When we gather here to lift our voices in praise and prayer, those concentric circles are drawing us into what is going on always and everywhere in a reality that we only occasionally glimpse but which is nevertheless gathering our realities into itself. If you only ever see what is done in here by the few who gather here, it might look rather insignificant and perhaps a little clumsy and awkward. But if you see what we are doing here in the context of the cosmic circles of praise where the focus is not on us at all, but on the one on the throne at the centre of heaven, whose appearance is that of a Lamb who was slaughtered, then what we are doing here looks very different indeed.
You will begin to capture this vision as we gather around the table and say “Therefore with the whole realm of nature around us, with earth, sea and sky, with the angels and archangels who envelop us, with the saints before us and beside us, with those who are separate from us, and yet in this mystery are close to us, we sing the hymn of unending praise: Holy! Holy! Holy!”

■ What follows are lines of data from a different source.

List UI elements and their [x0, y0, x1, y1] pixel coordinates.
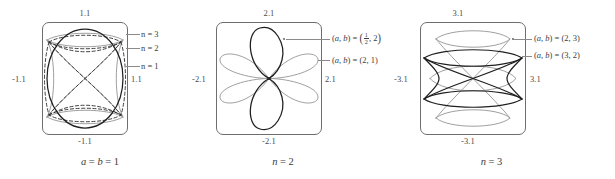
- panel-2-leader-bottom: [318, 60, 330, 61]
- panel-2-axis-label-right: 2.1: [325, 74, 336, 84]
- panel-2-annotation-two-one-mid: ) = (: [348, 55, 363, 65]
- panel-3-annotation-three-two: (a, b) = (3, 2): [534, 50, 580, 60]
- panel-2-caption-eq: =: [280, 156, 286, 167]
- panel-2-annotation-half-two-close: ) =: [348, 33, 360, 43]
- panel-1-annotation-n1: n = 1: [141, 61, 159, 71]
- panel-1: n = 3 n = 2 n = 1 1.1 -1.1 -1.1 1.1 a = …: [0, 0, 200, 179]
- panel-3: (a, b) = (2, 3) (a, b) = (3, 2) 3.1 -3.1…: [404, 0, 615, 179]
- panel-3-caption-value: 3: [497, 156, 502, 167]
- lissajous-figure: n = 3 n = 2 n = 1 1.1 -1.1 -1.1 1.1 a = …: [0, 0, 615, 179]
- panel-1-axis-label-bottom: -1.1: [42, 136, 128, 146]
- panel-1-curves: [42, 22, 128, 135]
- panel-1-annotation-n2: n = 2: [141, 43, 159, 53]
- panel-1-annotation-n3: n = 3: [141, 29, 159, 39]
- panel-3-axis-label-left: -3.1: [394, 74, 408, 84]
- panel-1-caption-value: 1: [114, 156, 119, 167]
- panel-3-annotation-two-three-mid: ) = (: [550, 33, 565, 43]
- panel-2-annotation-fraction: 12: [364, 32, 369, 46]
- panel-3-annotation-three-two-close: ): [577, 50, 580, 60]
- panel-1-axis-label-top: 1.1: [42, 8, 128, 18]
- panel-1-leader-n3: [126, 34, 140, 35]
- panel-2-annotation-paren-close: ): [378, 33, 381, 43]
- panel-1-axis-label-right: 1.1: [131, 74, 142, 84]
- panel-1-annotation-n1-text: n = 1: [141, 61, 159, 71]
- panel-3-caption: n = 3: [386, 156, 597, 167]
- panel-1-annotation-n3-text: n = 3: [141, 29, 159, 39]
- panel-1-caption-a: a: [81, 156, 86, 167]
- panel-3-axis-label-bottom: -3.1: [420, 136, 516, 146]
- panel-2-annotation-fraction-denominator: 2: [364, 38, 369, 45]
- panel-3-axis-label-right: 3.1: [530, 74, 541, 84]
- panel-2-caption: n = 2: [178, 156, 388, 167]
- panel-2-annotation-two-one-close: ): [375, 55, 378, 65]
- panel-2-axis-label-top: 2.1: [216, 8, 322, 18]
- panel-2-leader-top: [286, 39, 330, 40]
- panel-1-axis-label-left: -1.1: [12, 74, 26, 84]
- panel-2-axis-label-bottom: -2.1: [216, 136, 322, 146]
- panel-3-caption-n: n: [481, 156, 486, 167]
- panel-2-caption-value: 2: [289, 156, 294, 167]
- panel-3-axis-label-top: 3.1: [420, 8, 496, 18]
- panel-1-annotation-n2-text: n = 2: [141, 43, 159, 53]
- panel-3-annotation-three-two-mid: ) = (: [550, 50, 565, 60]
- panel-2-annotation-two-one: (a, b) = (2, 1): [332, 55, 378, 65]
- panel-1-leader-n1: [126, 66, 140, 67]
- panel-3-annotation-two-three-close: ): [577, 33, 580, 43]
- panel-3-leader-top: [514, 39, 532, 40]
- panel-1-caption: a = b = 1: [0, 156, 200, 167]
- panel-3-curves: [420, 22, 526, 135]
- panel-2-annotation-half-two: (a, b) = (12, 2): [332, 32, 382, 46]
- panel-1-caption-eq1: =: [89, 156, 95, 167]
- panel-3-leader-bottom: [522, 56, 532, 57]
- panel-2-axis-label-left: -2.1: [192, 74, 206, 84]
- panel-1-leader-n2: [126, 48, 140, 49]
- panel-1-caption-eq2: =: [105, 156, 111, 167]
- panel-3-annotation-two-three: (a, b) = (2, 3): [534, 33, 580, 43]
- panel-3-caption-eq: =: [489, 156, 495, 167]
- panel-2-caption-n: n: [272, 156, 277, 167]
- panel-2: (a, b) = (12, 2) (a, b) = (2, 1) 2.1 -2.…: [196, 0, 406, 179]
- panel-1-caption-b: b: [97, 156, 102, 167]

And what do we see in our midst as we sing? An image of power and victory and success? Hardly! A simple loaf of bread. Bread for breaking. Bread that bears the scars of the world. Bread that points us to the Lamb who was slaughtered. And yet bread that points us to that same juxtaposition of power and weakness, victory and failure. On the bread is a simple Greek inscription that says “Jesus conquers” and yet that inscription is set in the cross, the sign of slaughter, of brokenness, of apparent defeat and failure.
And it is in this juxtaposition of power and weakness, victory and failure, that we enter into the heart of the mystery that calls forth all our prayer and praise. For it is in this Lamb who is slaughtered, this bread which is broken, that we see all our own weakness and brokenness and suffering and failure drawn into the life of God. It is in this One that we see our vulnerability and God’s glory reconciled. It is in this One that we see that it is not the successful and the rich and the powerful who are gathered into the life of God, but the weak and the broken and the victimised. And it is in this One that we see that even though the powers of evil might crush and destroy the world’s little ones, death no longer has the last say, for the lamb who was slaughtered gathers our pain and brokenness into himself and stands before us alive and says, “Here touch the scars in my hands, place your hand in the wound in my side”, and we fall to our knees with all creation and worship, affirming our faith, offering our prayers, and accepting the gift of new life that the Lamb offers us in his own broken body and spilt blood.